Bait Dog An Atlanta Burns Novel - By Chuck Wendig Page 0,46
“her little fur-baby,” which sounds weird and somehow porny to Atlanta’s ears and for a moment that thought lets her escape the woman’s grief—grief which is as deep and profound as quarry water, as hungry and wet as a sucking chest wound, and when the woman has that glimmer of hope because she thinks Atlanta knows something, all Atlanta can do is panic and hang up on her.
The Vizsla: The Viszla is, in fact, a dog, a red Hungarian retriever who the man says he was breeding to be a hunting dog, but everyone around here wanted pointers or spaniels and didn’t know what the hell a Vizsla was and so nobody bit and now the man doesn’t know what to do, and Atlanta almost almost reminds him that it doesn’t much matter now because the dog is gone, though he doesn’t seem to care about the dog so much as he’s pissed about the “lost investment,” and when she gets off the phone she thinks, ugh, people.
Lucky: It’s a little girl that answers, maybe 9, maybe 10 years old, and she tells Atlanta that her mother is outside pulling weeds and her father’s not home and so Atlanta takes a chance, asks about Lucky, and then the girl tells a story that pries open Atlanta’s breastbone and punches her right in the heart—the girl woke up at night when someone (mother or father the girl doesn’t remember) let Lucky out to go to the bathroom and it’s only five minutes later when the girl wakes up again (she fell back asleep) and heard Lucky yelping and—in the girl’s words, “screaming”—and then after that she heard people laughing and the screech of tires and she even said that outside the house they found burned rubber tire tracks on the street and curb, and does Atlanta have Lucky? and Atlanta tells her no and it punches her heart again to tell the girl no, and the girl doesn’t cry but she says the saddest, quietest little “oh” that Atlanta’s ever heard.
Four phone calls over the course of an hour and Atlanta feels tense, her guts pulled taut like a clothesline. And she feels sad, too—the sorrow serving as the heavy wet clothes hanging from the line and pulling it down, down, down toward the ground.
But, at least she learned something.
All four of the people on the phone told her when the dogs were taken.
They were taken at night.
And they were taken within a couple miles of one another up on Gallows Hill.
Atlanta starts looking through her closet for dark clothing.
* * *
Gallows Hill at night. Floodlights and sidewalks wet from spitting sprinklers. Everything clean and walkable. A small playground every mile. The cars in driveways are a mixture of BMWs and Subarus, Mercedes and Hondas, a Lexus here, a Porsche there. Atlanta wonders what it must be like. To buy gourmet food and to have foreign housekeepers and to know what it means to pump the really expensive gas. Then she wonders what it’s like on the other end of the spectrum: to have no car to drive, no house to clean, no money for any food at all.
She’s trying to figure out where she falls in this spectrum and whether or not she feels envious that she doesn’t have all this or guilty because she’s still a white girl in America, when she sees Shane riding up on his dingy rust-gobbled ten-speed. Panting.
“The hill,” he says, gasping. Leaning up against the light pole. That’s the other thing—all the homes and developments in Gallows Hill are lit by bright white streetlights. Where she’s at down in the valley—or, worse, on the other side on Grainger Hill with the trailer parks and dirty Amish—everything’s dead and dark and when you hear a sound in the woods you don’t know if it’s a skunk or a rabbit. Or someone come to hurt you. Sometimes she hears screaming in the woods, a sound like a woman getting killed, but everyone assures her it’s just a fox’s cry.
“You okay?” she asks Shane.
“Yeah.” But it comes out as a breathy gyeaaaauuhh. He looks like he might throw up.
“You can throw up if you have to.”
“I’m not…” Cough, cough. “Not going to throw up. So what’s…” Hawwwwwk, ptoo. “What’s up?”
She’d called him, left a message with his mother. Told him to meet her up on Gallows Hill around 9:30. She’s not sure if she’s surprised he came. It’s been a while. “I’m… doing something for someone.”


> _EXERCISE_
Scan the lines below; pull out those with "photo".
------ DATA SUPPLIED ------
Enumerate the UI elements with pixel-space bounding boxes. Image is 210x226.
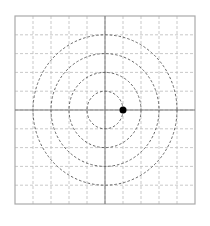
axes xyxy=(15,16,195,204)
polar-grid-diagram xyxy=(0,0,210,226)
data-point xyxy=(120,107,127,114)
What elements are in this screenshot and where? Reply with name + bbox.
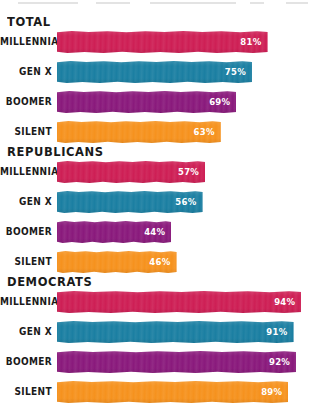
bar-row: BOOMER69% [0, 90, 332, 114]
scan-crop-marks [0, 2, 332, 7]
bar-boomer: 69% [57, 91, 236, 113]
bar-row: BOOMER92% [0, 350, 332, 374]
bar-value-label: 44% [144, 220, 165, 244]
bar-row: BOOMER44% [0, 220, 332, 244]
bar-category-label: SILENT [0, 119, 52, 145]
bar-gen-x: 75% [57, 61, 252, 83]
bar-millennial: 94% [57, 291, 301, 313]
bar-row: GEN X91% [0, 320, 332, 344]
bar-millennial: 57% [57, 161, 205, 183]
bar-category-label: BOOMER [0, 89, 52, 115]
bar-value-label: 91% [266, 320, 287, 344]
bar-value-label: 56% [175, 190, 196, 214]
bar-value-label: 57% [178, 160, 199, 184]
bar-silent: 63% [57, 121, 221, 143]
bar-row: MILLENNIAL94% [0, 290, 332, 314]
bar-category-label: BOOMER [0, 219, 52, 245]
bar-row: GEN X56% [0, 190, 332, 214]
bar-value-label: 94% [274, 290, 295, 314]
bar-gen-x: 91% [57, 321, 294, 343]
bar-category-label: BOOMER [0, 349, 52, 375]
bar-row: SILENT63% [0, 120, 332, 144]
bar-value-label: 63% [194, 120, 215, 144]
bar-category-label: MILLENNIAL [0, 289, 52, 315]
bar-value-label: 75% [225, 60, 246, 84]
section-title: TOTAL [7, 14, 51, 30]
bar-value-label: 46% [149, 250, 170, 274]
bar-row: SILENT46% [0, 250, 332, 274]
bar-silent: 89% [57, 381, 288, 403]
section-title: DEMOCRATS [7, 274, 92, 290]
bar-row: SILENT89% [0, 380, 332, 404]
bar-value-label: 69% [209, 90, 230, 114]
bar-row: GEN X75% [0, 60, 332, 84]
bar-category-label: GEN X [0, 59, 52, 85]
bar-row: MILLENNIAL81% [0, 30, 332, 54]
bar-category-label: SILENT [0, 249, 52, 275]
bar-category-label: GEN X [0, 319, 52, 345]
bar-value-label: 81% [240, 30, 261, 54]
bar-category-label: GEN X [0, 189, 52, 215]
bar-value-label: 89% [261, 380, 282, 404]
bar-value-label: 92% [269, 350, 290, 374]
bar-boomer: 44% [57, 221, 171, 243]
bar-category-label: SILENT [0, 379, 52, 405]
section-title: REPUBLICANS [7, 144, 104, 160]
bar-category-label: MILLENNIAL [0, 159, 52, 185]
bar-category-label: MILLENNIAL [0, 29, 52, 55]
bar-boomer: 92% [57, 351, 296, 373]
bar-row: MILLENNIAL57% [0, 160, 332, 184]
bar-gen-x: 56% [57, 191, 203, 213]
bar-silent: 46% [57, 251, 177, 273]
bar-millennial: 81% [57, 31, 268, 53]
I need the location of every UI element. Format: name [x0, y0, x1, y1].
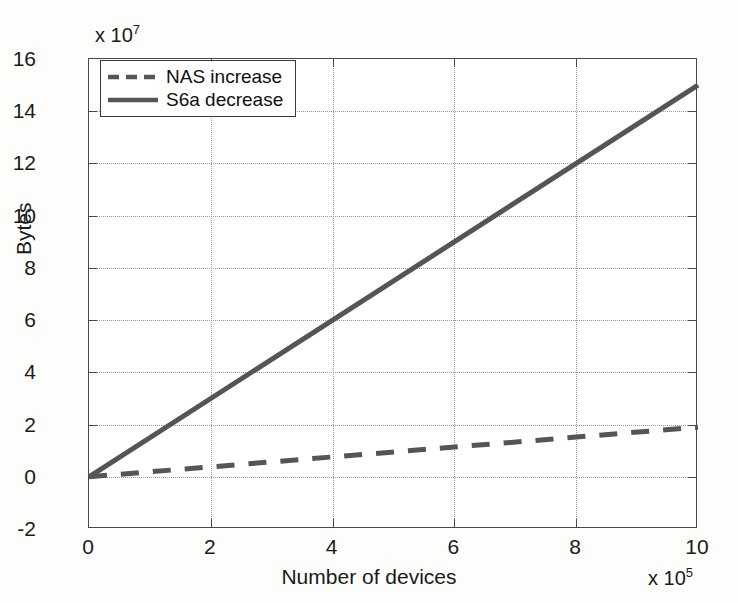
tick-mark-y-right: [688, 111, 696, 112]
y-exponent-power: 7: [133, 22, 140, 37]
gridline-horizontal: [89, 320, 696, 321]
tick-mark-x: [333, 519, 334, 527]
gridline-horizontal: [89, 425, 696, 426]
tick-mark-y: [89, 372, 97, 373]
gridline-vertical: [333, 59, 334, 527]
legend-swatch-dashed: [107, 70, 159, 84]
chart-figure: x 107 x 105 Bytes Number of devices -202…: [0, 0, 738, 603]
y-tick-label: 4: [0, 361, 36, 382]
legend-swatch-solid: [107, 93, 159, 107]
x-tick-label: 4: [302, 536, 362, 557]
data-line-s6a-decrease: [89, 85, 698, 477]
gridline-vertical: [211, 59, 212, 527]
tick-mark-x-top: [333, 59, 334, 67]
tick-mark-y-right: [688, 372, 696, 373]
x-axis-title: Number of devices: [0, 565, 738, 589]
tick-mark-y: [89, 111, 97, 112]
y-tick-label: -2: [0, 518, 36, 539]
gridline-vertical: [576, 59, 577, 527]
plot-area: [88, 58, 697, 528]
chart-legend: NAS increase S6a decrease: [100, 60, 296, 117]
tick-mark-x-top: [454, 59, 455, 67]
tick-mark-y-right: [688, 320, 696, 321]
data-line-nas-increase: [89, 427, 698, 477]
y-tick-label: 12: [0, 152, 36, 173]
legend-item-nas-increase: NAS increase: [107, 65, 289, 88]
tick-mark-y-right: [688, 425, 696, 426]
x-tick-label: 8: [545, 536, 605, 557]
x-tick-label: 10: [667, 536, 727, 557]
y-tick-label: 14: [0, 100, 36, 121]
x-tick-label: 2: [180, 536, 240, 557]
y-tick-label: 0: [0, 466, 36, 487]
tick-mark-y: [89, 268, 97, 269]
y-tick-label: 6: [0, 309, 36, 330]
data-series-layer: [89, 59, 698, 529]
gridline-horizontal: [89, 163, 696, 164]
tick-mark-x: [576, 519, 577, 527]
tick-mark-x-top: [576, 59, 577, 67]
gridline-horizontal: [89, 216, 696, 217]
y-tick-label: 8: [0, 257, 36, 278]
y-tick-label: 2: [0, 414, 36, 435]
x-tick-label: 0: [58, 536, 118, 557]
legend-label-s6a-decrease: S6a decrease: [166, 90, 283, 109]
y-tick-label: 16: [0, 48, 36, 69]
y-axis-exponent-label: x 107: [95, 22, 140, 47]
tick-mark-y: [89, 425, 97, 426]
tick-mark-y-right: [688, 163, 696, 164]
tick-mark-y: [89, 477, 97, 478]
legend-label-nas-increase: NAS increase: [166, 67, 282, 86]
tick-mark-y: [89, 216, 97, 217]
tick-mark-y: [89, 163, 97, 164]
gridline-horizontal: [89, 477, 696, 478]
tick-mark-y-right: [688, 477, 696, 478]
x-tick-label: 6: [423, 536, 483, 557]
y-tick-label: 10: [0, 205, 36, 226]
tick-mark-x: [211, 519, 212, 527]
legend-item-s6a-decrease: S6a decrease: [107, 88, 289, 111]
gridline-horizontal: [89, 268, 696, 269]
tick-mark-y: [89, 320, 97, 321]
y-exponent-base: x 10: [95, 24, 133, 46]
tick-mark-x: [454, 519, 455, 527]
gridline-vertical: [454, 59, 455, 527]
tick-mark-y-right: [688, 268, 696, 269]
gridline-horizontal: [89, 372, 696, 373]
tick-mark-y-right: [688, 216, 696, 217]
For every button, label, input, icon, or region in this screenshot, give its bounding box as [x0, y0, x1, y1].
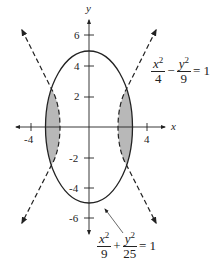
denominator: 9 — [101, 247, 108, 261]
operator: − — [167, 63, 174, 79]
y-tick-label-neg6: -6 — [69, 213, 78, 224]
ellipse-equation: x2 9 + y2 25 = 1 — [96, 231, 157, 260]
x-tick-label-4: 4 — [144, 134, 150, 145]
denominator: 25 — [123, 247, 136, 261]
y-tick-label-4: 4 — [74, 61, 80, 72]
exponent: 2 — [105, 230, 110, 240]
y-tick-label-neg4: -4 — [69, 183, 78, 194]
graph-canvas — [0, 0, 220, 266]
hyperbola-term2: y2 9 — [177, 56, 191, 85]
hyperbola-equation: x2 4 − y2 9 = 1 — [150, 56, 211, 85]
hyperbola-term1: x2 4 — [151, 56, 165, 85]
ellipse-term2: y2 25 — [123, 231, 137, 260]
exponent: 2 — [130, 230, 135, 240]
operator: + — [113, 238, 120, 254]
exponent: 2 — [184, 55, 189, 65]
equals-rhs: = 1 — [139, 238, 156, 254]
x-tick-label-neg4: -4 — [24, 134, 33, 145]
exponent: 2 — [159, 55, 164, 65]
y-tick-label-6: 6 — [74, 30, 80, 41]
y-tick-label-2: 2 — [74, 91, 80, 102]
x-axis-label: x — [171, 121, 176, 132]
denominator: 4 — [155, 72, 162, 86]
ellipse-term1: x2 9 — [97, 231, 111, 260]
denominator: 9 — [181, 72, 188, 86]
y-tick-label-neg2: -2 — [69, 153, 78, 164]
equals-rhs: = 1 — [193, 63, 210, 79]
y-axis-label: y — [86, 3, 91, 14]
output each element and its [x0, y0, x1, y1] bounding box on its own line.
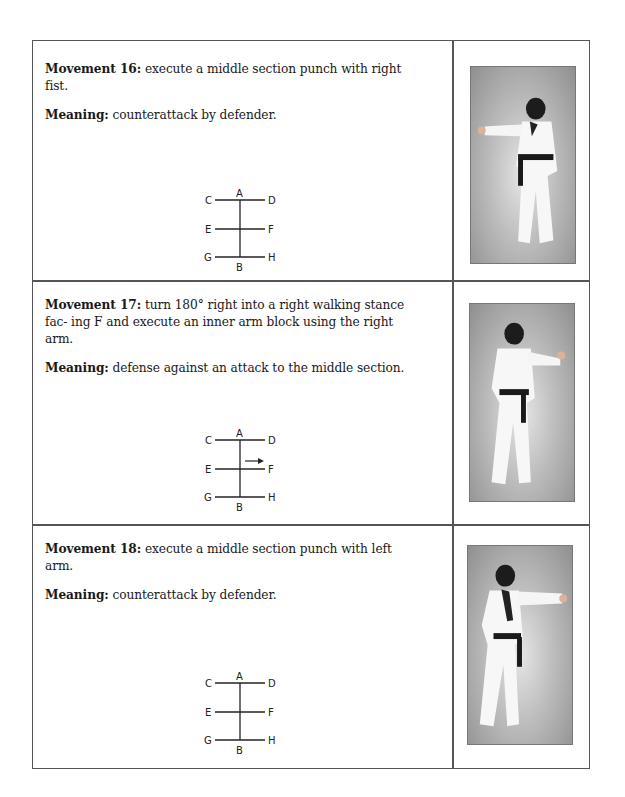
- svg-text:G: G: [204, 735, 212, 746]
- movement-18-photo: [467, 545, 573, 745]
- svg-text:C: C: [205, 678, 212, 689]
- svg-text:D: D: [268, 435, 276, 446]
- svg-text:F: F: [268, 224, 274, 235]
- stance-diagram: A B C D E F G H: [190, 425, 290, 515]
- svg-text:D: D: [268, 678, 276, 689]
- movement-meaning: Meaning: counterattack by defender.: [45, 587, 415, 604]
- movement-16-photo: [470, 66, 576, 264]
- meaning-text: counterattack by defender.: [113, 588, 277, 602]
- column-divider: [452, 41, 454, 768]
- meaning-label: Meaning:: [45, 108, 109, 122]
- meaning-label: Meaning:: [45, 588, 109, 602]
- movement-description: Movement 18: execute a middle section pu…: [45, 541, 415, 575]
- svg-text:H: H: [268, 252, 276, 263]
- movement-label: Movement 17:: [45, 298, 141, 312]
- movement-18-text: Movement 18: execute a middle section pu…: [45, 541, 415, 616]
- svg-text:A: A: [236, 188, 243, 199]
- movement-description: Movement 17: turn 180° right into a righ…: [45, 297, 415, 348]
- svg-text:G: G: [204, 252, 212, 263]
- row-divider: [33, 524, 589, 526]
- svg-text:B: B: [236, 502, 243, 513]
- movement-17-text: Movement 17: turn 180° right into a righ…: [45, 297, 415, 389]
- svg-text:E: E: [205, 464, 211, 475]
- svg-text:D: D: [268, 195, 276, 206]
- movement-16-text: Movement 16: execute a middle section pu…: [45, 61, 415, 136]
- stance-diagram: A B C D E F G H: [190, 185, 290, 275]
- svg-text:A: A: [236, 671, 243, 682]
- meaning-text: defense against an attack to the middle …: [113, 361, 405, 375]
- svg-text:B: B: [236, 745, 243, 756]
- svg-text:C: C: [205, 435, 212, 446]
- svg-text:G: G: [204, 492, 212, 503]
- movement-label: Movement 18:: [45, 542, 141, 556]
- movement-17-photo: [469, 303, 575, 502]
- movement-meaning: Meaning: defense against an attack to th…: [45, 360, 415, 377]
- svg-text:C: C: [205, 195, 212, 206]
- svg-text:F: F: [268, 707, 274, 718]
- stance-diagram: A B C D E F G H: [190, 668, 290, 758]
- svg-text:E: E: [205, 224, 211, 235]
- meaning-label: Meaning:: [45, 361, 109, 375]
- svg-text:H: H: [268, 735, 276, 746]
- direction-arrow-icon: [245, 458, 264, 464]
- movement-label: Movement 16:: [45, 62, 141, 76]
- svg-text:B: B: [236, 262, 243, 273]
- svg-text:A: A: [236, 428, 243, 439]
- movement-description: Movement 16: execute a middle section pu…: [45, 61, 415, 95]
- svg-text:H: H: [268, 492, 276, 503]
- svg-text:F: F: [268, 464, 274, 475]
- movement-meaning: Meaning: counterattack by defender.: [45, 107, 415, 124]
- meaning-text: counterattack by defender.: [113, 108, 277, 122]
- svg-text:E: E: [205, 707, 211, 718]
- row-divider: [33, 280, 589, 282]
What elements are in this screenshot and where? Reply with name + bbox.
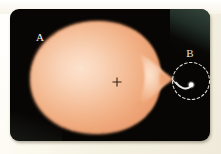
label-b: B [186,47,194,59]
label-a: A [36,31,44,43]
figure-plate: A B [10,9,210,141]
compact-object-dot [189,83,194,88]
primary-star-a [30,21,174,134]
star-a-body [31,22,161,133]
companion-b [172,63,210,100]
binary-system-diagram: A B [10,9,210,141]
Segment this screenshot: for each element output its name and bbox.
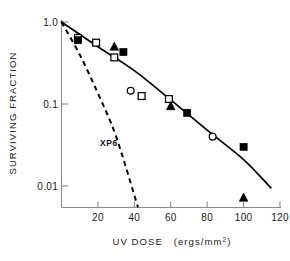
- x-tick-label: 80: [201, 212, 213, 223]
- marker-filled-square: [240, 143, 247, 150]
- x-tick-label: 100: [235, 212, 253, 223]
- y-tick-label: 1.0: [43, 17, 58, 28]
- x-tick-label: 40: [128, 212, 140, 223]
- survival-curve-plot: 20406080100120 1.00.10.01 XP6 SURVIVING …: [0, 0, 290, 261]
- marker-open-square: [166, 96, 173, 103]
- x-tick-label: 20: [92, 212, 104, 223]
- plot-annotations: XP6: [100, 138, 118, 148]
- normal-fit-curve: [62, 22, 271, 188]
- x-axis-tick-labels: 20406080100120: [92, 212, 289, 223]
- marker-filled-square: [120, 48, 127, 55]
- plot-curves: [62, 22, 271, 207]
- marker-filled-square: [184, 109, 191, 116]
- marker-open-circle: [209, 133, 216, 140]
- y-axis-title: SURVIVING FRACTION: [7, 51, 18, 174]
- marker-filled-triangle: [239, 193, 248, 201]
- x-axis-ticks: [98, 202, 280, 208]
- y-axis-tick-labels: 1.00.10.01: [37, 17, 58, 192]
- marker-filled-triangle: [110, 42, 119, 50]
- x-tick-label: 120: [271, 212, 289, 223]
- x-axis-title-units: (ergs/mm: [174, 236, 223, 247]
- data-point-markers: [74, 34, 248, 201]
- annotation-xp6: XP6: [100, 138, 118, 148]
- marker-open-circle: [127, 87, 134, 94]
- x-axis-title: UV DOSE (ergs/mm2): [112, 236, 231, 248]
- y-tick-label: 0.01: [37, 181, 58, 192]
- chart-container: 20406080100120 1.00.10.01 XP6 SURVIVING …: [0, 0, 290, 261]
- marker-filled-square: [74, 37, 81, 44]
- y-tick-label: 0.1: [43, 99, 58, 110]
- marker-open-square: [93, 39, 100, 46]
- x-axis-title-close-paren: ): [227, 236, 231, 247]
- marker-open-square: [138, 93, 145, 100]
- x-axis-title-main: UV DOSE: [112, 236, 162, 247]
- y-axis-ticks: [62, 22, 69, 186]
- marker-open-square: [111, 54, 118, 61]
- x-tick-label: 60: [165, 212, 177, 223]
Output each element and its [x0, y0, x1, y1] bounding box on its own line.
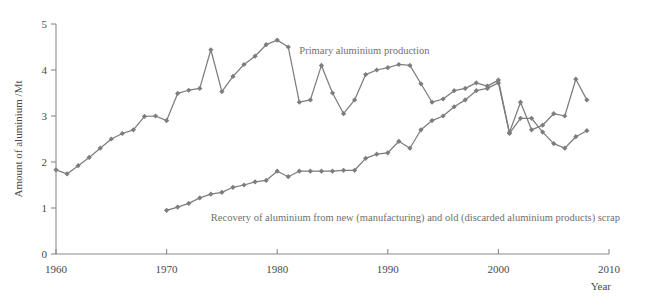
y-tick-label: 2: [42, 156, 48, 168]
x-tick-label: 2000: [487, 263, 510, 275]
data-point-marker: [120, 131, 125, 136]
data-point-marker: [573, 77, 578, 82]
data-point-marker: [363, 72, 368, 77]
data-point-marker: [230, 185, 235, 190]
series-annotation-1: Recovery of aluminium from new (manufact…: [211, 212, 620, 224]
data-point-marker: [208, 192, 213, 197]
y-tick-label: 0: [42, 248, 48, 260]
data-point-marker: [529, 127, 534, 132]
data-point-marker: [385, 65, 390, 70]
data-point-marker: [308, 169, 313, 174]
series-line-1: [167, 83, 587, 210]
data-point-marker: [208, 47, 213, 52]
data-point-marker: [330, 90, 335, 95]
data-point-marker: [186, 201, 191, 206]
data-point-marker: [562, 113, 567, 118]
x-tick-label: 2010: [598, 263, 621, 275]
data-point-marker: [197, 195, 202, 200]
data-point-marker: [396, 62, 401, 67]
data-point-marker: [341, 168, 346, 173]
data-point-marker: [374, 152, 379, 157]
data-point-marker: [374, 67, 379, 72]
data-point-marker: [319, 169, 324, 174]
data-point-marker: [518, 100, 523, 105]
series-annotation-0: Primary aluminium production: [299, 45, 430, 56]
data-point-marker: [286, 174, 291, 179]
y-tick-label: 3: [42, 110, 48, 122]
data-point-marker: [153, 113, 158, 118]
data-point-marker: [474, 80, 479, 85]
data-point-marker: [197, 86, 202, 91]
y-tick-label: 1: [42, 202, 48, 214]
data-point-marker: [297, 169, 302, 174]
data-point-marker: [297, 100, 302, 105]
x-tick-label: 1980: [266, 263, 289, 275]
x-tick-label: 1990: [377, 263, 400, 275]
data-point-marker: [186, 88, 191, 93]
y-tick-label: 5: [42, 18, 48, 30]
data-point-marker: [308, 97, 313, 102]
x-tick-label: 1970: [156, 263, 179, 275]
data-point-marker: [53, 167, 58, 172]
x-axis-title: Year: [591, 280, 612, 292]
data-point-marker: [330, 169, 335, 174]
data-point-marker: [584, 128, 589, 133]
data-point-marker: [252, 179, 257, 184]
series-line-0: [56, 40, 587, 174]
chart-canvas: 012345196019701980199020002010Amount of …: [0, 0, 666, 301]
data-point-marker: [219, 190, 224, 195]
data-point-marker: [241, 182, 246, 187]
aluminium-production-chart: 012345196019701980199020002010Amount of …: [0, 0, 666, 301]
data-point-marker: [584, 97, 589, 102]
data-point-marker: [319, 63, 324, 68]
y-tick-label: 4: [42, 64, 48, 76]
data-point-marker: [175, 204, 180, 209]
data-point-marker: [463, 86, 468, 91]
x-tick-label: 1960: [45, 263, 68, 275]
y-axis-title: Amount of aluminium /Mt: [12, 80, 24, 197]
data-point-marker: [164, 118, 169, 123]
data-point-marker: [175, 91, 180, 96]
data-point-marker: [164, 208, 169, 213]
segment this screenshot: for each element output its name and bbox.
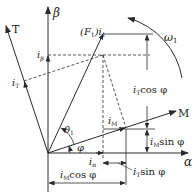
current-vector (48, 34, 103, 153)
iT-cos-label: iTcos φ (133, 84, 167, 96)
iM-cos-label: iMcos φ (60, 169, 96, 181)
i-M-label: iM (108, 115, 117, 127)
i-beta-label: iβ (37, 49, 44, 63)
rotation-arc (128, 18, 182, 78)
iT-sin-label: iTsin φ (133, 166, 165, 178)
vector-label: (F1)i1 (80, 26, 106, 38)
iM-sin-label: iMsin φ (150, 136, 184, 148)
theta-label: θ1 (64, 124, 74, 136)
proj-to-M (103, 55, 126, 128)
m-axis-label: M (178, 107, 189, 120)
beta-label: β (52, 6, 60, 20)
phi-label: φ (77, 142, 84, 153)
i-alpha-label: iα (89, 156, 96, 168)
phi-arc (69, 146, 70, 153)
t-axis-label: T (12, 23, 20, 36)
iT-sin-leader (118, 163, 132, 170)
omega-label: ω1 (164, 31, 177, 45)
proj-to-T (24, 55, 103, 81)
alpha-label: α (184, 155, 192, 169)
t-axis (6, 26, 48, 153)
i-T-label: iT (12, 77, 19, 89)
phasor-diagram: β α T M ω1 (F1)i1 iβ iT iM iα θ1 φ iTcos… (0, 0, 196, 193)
------
> _WRITTEN SOLUTION_
- movement-18-photo: [467, 545, 573, 745]
- movement-16-photo: [470, 66, 576, 264]
- movement-17-photo: [469, 303, 575, 502]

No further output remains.